What can people of faith offer children forced to flee?

Our world is facing a migration crisis. More than 70.8 million people around the globe are facing displacement. Nearly half are considered children on the move—refugees, migrants or internally displaced.

These children leave their homes, sometimes alone, fleeing violence, war and fragility. They arrive at their destinations seeking safety, familiarity and hope after a journey filled with trauma, violence and loss. They arrive hoping to be welcomed.

Offering welcome

This is why faith communities are crucial in the response to the migration crisis. The world’s major religions all have teachings and history of welcoming the stranger, a concept at the heart of the 2013 document Welcoming the Stranger: Affirmations for Faith Leaders. It was drafted, after a request from UNCHR, by leading faith-based humanitarian organisations and academic institutions. The aim was that faith groups around the world would use the Affirmations and supporting resources as practical tools to foster support for refugees and other displaced people in their communities.

Welcome is vital to World Vision’s ministry. As Christians, we respond to the biblical call in Matthew 25:35, ‘For I was hungry and you gave me something to eat, I was thirsty and you gave me something to drink, I was a stranger and you invited me in…’  This drives us to deepen our commitment to the world’s most vulnerable children, including the refugee, the migrant and the internally displaced person.

Offering solutions

Recognising we can have more impact when working with others, World Vision joined a coalition of faith-inspired organisations intent on ending violence against children on the move: Faith Action for Children on the Move.

In 2018, the coalition developed a global action plan that focused on four main pillars:

  1. Strengthening the continuum of care for child protection
  2. Spiritual support as a source of healing and resilience
  3. Building peaceful societies and opposing xenophobia, racism and discrimination
  4. Working together

With these pillars we recognise that the call to welcome the stranger goes beyond hospitality to effective, sustainable solutions. Faith actors are effective responders in this crisis. In fact, they are often the first responders for children in humanitarian crisis and they provide the essential care support necessary to help children on the move. In Lebanon World Vision works with 17 local faith partners involved in everything from food assistance to education support, youth-based reconciliation work and trauma counselling.

Offering promises

Now in the days ahead of the Global Refugee Forum at the United Nations in Geneva, World Vision and the Faith Action for Children on the Move Coalition are supporting and advocating for children, and for the role of faith actors as essential members of the international community’s efforts to serve refugee children. In an effort to do this the coalition has developed a set of pledges to commit to at the Global Refugee Forum which include enhancing capacity of local faith actors to respond to refugee children’s needs, to develop modules on appropriate spiritual and psychosocial support, to protect and support children on the move, particularly unaccompanied minors and to work to combat xenophobia. 

We commit to watching for and sharing ideas that work with other faith actors, governments and institutions, so together we can make the world better for refugee children.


> Task to complete
Search the data for the string "angle" and copy each line where it turns up.

- - -

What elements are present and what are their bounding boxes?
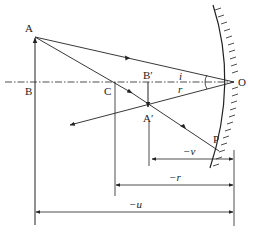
label-p: P [213, 133, 219, 145]
ray-a-through-c [35, 37, 132, 93]
label-dim-r: −r [169, 171, 181, 183]
label-angle-r: r [178, 83, 183, 95]
label-b: B [25, 85, 32, 97]
label-a: A [25, 22, 33, 34]
label-b-prime: B′ [143, 69, 153, 81]
label-a-prime: A′ [143, 112, 153, 124]
ray-a-to-o [35, 37, 234, 82]
label-dim-u: −u [129, 198, 142, 210]
label-o: O [238, 76, 246, 88]
label-c: C [104, 85, 111, 97]
label-angle-i: i [179, 70, 182, 82]
label-dim-v: −v [183, 145, 195, 157]
optics-diagram: A B C B′ A′ O P i r −v −r −u [0, 0, 257, 233]
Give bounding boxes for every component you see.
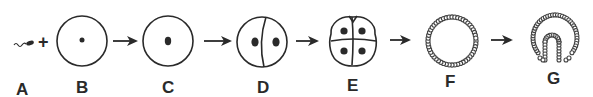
plus-sign: + — [38, 32, 49, 52]
label-b: B — [76, 78, 88, 97]
label-d: D — [257, 78, 269, 97]
arrow-d-to-e — [296, 36, 319, 46]
arrow-b-to-c — [113, 36, 138, 46]
arrow-f-to-g — [491, 35, 513, 45]
label-g: G — [547, 69, 560, 88]
label-e: E — [347, 76, 358, 95]
label-c: C — [162, 78, 174, 97]
stage-a-sperm — [14, 40, 35, 47]
stage-d-two-cell — [237, 17, 287, 67]
stage-f-blastula — [426, 15, 478, 67]
stage-b-egg — [57, 16, 107, 66]
stage-e-four-cell — [330, 16, 377, 66]
stage-g-gastrula — [531, 13, 579, 62]
label-f: F — [445, 72, 455, 91]
arrow-c-to-d — [204, 36, 232, 46]
label-a: A — [16, 80, 28, 97]
embryo-development-diagram: + A B C D — [0, 0, 593, 97]
stage-c-zygote — [143, 16, 193, 66]
arrow-e-to-f — [390, 35, 411, 45]
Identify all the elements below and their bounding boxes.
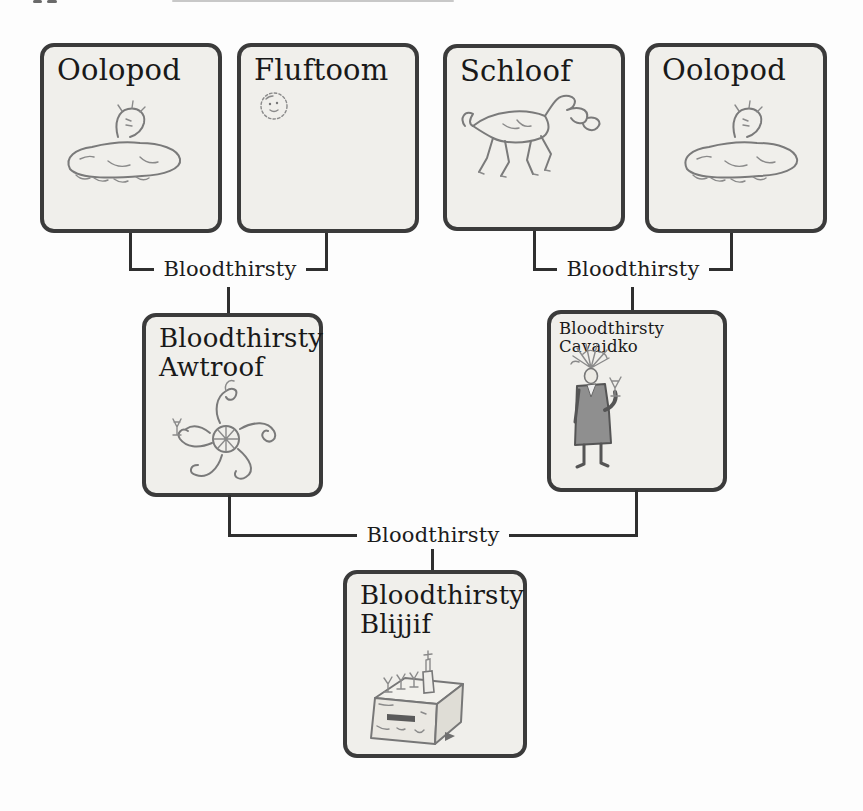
connector-line xyxy=(533,231,536,271)
connector-line xyxy=(631,287,634,310)
cavaidko-creature-icon xyxy=(557,342,631,482)
creature-box-oolopod-1: Oolopod xyxy=(40,43,222,233)
page-header-remnant xyxy=(172,0,454,2)
page-number-remnant xyxy=(33,0,42,3)
blijjif-creature-icon xyxy=(357,646,475,754)
connector-line xyxy=(325,233,328,271)
relation-label-pair1: Bloodthirsty xyxy=(140,256,320,283)
connector-line xyxy=(129,233,132,271)
creature-box-blijjif: Bloodthirsty Blijjif xyxy=(343,570,527,758)
creature-box-oolopod-2: Oolopod xyxy=(645,43,827,233)
connector-line xyxy=(635,490,638,537)
creature-box-cavaidko: Bloodthirsty Cavaidko xyxy=(547,310,727,492)
page-number-remnant xyxy=(47,0,57,3)
creature-label: Schloof xyxy=(447,48,621,87)
relation-label-pair3: Bloodthirsty xyxy=(343,522,523,549)
schloof-creature-icon xyxy=(457,84,615,186)
connector-line xyxy=(228,495,231,537)
connector-line xyxy=(730,233,733,271)
connector-line xyxy=(227,287,230,313)
oolopod-creature-icon xyxy=(673,99,815,191)
creature-box-awtroof: Bloodthirsty Awtroof xyxy=(142,313,323,497)
connector-line xyxy=(431,548,434,570)
creature-label: Fluftoom xyxy=(241,47,415,86)
creature-label: Bloodthirsty Blijjif xyxy=(347,574,523,639)
creature-label: Oolopod xyxy=(649,47,823,86)
oolopod-creature-icon xyxy=(56,99,198,191)
book-figure-page: Oolopod Fluftoom Schloof xyxy=(0,0,863,811)
relation-label-pair2: Bloodthirsty xyxy=(543,256,723,283)
fluftoom-creature-icon xyxy=(255,87,293,125)
awtroof-creature-icon xyxy=(160,377,292,493)
creature-label: Bloodthirsty Awtroof xyxy=(146,317,319,382)
creature-label: Oolopod xyxy=(44,47,218,86)
creature-box-schloof: Schloof xyxy=(443,44,625,231)
creature-box-fluftoom: Fluftoom xyxy=(237,43,419,233)
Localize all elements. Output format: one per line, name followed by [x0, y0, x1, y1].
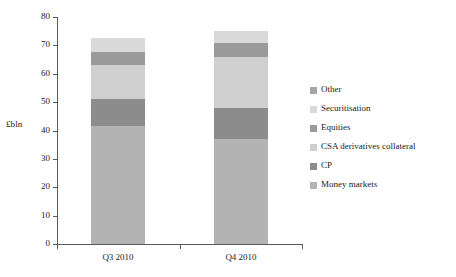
legend-swatch-icon [310, 106, 317, 113]
legend-label: Money markets [321, 179, 377, 190]
y-axis-tick [53, 159, 58, 160]
legend-swatch-icon [310, 182, 317, 189]
y-axis-tick [53, 216, 58, 217]
y-axis-tick-label: 0 [26, 239, 50, 248]
legend-label: CSA derivatives collateral [321, 141, 415, 152]
x-axis-tick-label: Q3 2010 [78, 252, 158, 262]
bar-segment[interactable] [91, 38, 145, 52]
legend-label: Other [321, 84, 342, 95]
y-axis-tick [53, 102, 58, 103]
x-axis-tick [57, 244, 58, 249]
bar-segment[interactable] [214, 43, 268, 57]
y-axis-tick-label: 80 [26, 12, 50, 21]
legend-swatch-icon [310, 87, 317, 94]
bar-segment[interactable] [214, 108, 268, 139]
y-axis-tick [53, 17, 58, 18]
y-axis-tick-label: 70 [26, 40, 50, 49]
x-axis-tick-label: Q4 2010 [201, 252, 281, 262]
legend-swatch-icon [310, 163, 317, 170]
y-axis-tick-label: 50 [26, 97, 50, 106]
x-axis-tick [180, 244, 181, 249]
bar-segment[interactable] [214, 31, 268, 42]
bar-segment[interactable] [91, 52, 145, 65]
y-axis-tick [53, 131, 58, 132]
legend-label: Securitisation [321, 103, 371, 114]
x-axis-tick [302, 244, 303, 249]
bar-stack[interactable] [91, 17, 145, 244]
bar-segment[interactable] [214, 139, 268, 244]
bar-stack[interactable] [214, 17, 268, 244]
y-axis-tick-label: 20 [26, 182, 50, 191]
legend-swatch-icon [310, 125, 317, 132]
y-axis-tick-label: 30 [26, 154, 50, 163]
y-axis-tick-label: 10 [26, 211, 50, 220]
stacked-bar-chart: £bln 80706050403020100 Q3 2010Q4 2010 Ot… [0, 0, 456, 277]
y-axis-tick [53, 45, 58, 46]
bar-segment[interactable] [91, 126, 145, 244]
y-axis-tick [53, 74, 58, 75]
y-axis-tick-label: 60 [26, 69, 50, 78]
y-axis-tick [53, 187, 58, 188]
legend-label: Equities [321, 122, 351, 133]
y-axis-title: £bln [6, 119, 22, 129]
bar-segment[interactable] [214, 57, 268, 108]
bar-segment[interactable] [91, 99, 145, 126]
bar-segment[interactable] [91, 65, 145, 99]
y-axis-tick-label: 40 [26, 126, 50, 135]
legend-label: CP [321, 160, 332, 171]
legend-swatch-icon [310, 144, 317, 151]
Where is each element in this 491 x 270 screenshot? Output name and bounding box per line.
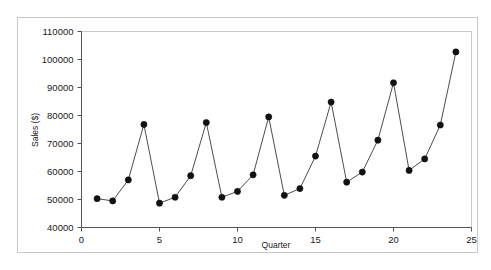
data-point (312, 153, 318, 159)
data-point (156, 200, 162, 206)
data-point (328, 99, 334, 105)
x-tick-label: 25 (466, 234, 477, 245)
y-tick-label: 50000 (47, 194, 73, 205)
x-tick-label: 10 (232, 234, 243, 245)
plot-area-border (82, 32, 472, 228)
data-point (390, 80, 396, 86)
x-tick-label: 15 (310, 234, 321, 245)
data-point (141, 121, 147, 127)
y-tick-label: 100000 (42, 54, 74, 65)
data-point (344, 179, 350, 185)
x-tick-label: 5 (157, 234, 162, 245)
sales-series-markers (94, 49, 459, 206)
data-point (203, 119, 209, 125)
y-axis-title: Sales ($) (30, 113, 40, 147)
x-tick-label: 20 (388, 234, 399, 245)
y-tick-label: 40000 (47, 222, 73, 233)
data-point (453, 49, 459, 55)
data-point (125, 177, 131, 183)
data-point (297, 185, 303, 191)
data-point (172, 194, 178, 200)
data-point (437, 122, 443, 128)
data-point (219, 194, 225, 200)
x-axis-title: Quarter (262, 240, 291, 250)
sales-series-line (97, 52, 456, 203)
y-tick-label: 110000 (43, 26, 74, 37)
x-tick-label: 0 (79, 234, 84, 245)
data-point (375, 137, 381, 143)
y-tick-label: 70000 (47, 138, 73, 149)
data-point (406, 167, 412, 173)
data-point (359, 169, 365, 175)
y-tick-label: 80000 (47, 110, 73, 121)
y-tick-label: 60000 (47, 166, 73, 177)
data-point (234, 188, 240, 194)
data-point (110, 198, 116, 204)
data-point (422, 156, 428, 162)
data-point (266, 114, 272, 120)
chart-screenshot: 4000050000600007000080000900001000001100… (0, 0, 491, 270)
data-point (281, 192, 287, 198)
data-point (188, 173, 194, 179)
data-point (250, 172, 256, 178)
y-axis-ticks (78, 32, 82, 228)
y-axis-tick-labels: 4000050000600007000080000900001000001100… (42, 26, 74, 233)
data-point (94, 196, 100, 202)
x-axis-ticks (82, 228, 472, 232)
sales-line-chart: 4000050000600007000080000900001000001100… (0, 0, 491, 270)
y-tick-label: 90000 (47, 82, 73, 93)
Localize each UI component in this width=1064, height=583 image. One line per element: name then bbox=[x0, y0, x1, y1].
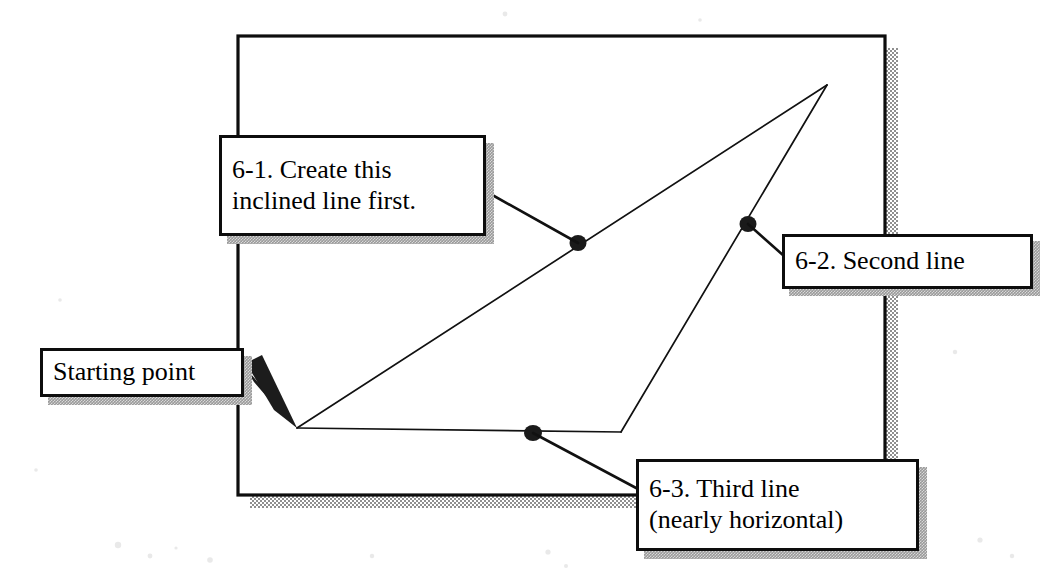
callout-leader-lines bbox=[487, 192, 784, 489]
callout-6-3: 6-3. Third line (nearly horizontal) bbox=[636, 459, 919, 551]
diagram-canvas: 6-1. Create this inclined line first. 6-… bbox=[0, 0, 1064, 583]
leader-6-1 bbox=[487, 192, 578, 243]
callout-6-3-text: 6-3. Third line (nearly horizontal) bbox=[639, 474, 916, 535]
callout-6-1: 6-1. Create this inclined line first. bbox=[219, 135, 486, 236]
callout-6-2-text: 6-2. Second line bbox=[785, 246, 1030, 277]
vertex-nodes bbox=[524, 216, 757, 441]
leader-6-3 bbox=[533, 433, 638, 489]
leader-6-2 bbox=[748, 224, 784, 256]
callout-starting-point-text: Starting point bbox=[43, 357, 241, 388]
callout-6-2: 6-2. Second line bbox=[782, 234, 1033, 289]
callout-starting-point: Starting point bbox=[40, 348, 244, 397]
callout-6-1-text: 6-1. Create this inclined line first. bbox=[222, 155, 483, 216]
third-line-6-3 bbox=[297, 428, 621, 432]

- - -

> The answer
label-angle-r: r [178, 83, 183, 95]
label-angle-i: i [179, 70, 182, 82]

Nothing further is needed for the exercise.